A solemn child, very sleepy, had been entrusted by a guardian into the care of the Scotch Streak. She wore a blue, hooded coat and must be eight or nine. Richard, who had little experience with infants, hoped the girl wouldn’t be too near on the long trip. Children were like time bombs, set to go off.
“What’s your name?” asked Annette, bending over.
The girl said something inaudible and hid deeper in her hood.
“Don’t know? That’s nothing to be ashamed of.”
Mrs Nickles and Annette were both smitten. Richard intuited neither woman had living children. If Mrs Nickles really was a medium, that was no surprise. Kids were attention sponges and sucked it all up – a lot of Talents faded when there was a pram in the house.
Annette found a large label, stiff brown paper, fastened around the girl’s neck.
“Property of Lieut-Cdr Alexander Coates, RN,” she read. “Is this your Daddy?”
The little girl shook her head. Only her freckled nose could be seen. In the hooded coat, she looked more like a dwarf than a child.
“Are you a parcel then?”
The hooded head nodded. Annette smiled.
“But you aren’t for the baggage car?”
Another shake.
Arnold announced that the train was ready for boarding.
The Americans jammed around the door as the British passengers formed an orderly queue. Annette took the little girl’s hand.

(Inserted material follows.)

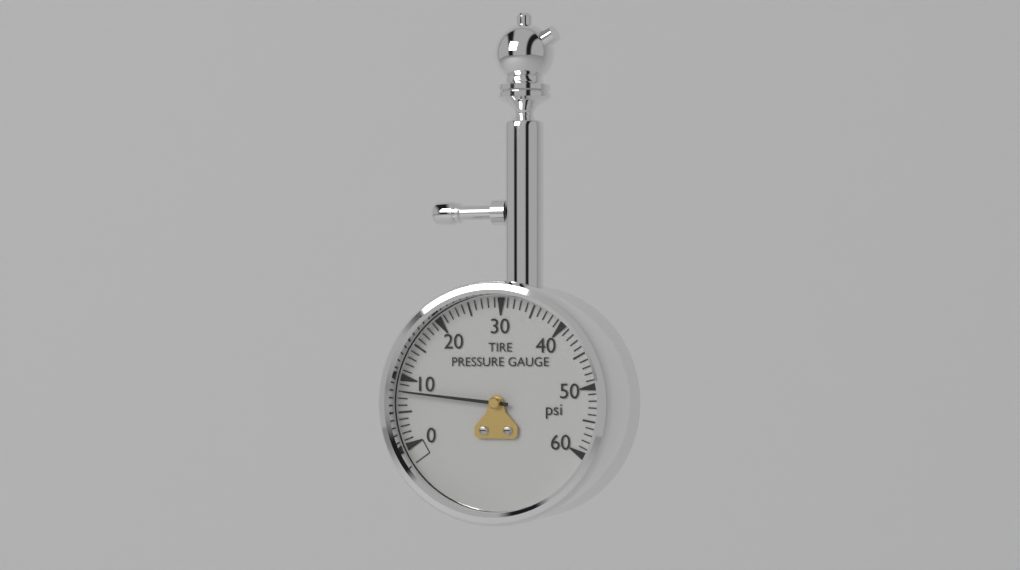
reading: 8 psi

The Coates Parcel looked up and Richard saw the child’s face. She had striking eyes – huge, emerald-green, ageless. The rest of her face hadn’t fully grown around her eyes yet. A bar of freckles crossed her nose like Apache war paint. Two red braids snaked out of her hood and hung on her chest like bell-pulls.
“My name is Vanessa,” she said, directly to him. “What’s yours?”
The child was strange. He couldn’t read her at all.
“This is Richard,” said Annette. “Don’t mind the way he looks. I’m sure you’ll be chums.”
Vanessa stuck out her little paw, which Richard found himself shaking.
“Good evening, Richard,” she said. “I can say that in French. Bon soir, Rishar . And German. Guten Abend, Richard .”
“Good evening to you, Vanessa.”
She curtseyed, then hugged his waist, pressing her head against his middle. It was disconcerting – he was hugged like a pony, a pillow or a tree rather than a person.
“You’ve got a fan, man,” said Magic Fingers. “Congrats.”
Vanessa held onto him, for comfort. He still didn’t know what to make of her.
Annette rescued him, detaching the girl.
“Try not to pick up waifs and strays, lad,” said Harry.
Richard watched Annette lead Vanessa out of the waiting room. As the little girl held up her ticket to be clipped by Arnold, she looked back.
Those eyes!
V
Richard was last to get his ticket clipped. Everyone found their proper carriages. Mrs Nickles strode down the platform to Third Class, trailed by sailors.
He took in 3473-S. At a first impression, the engine was a powerful, massive presence. A huge contraption of working iron. Then, he saw it was weathered, once-proud purple marred and blotched, brass trim blackened and pitted. The great funnel belched mushroom clouds. He smelled coal, fire, grease, oil. Pressure built up in the boiler and heat radiated. A gush of steam was expelled, wet-blasting the platform.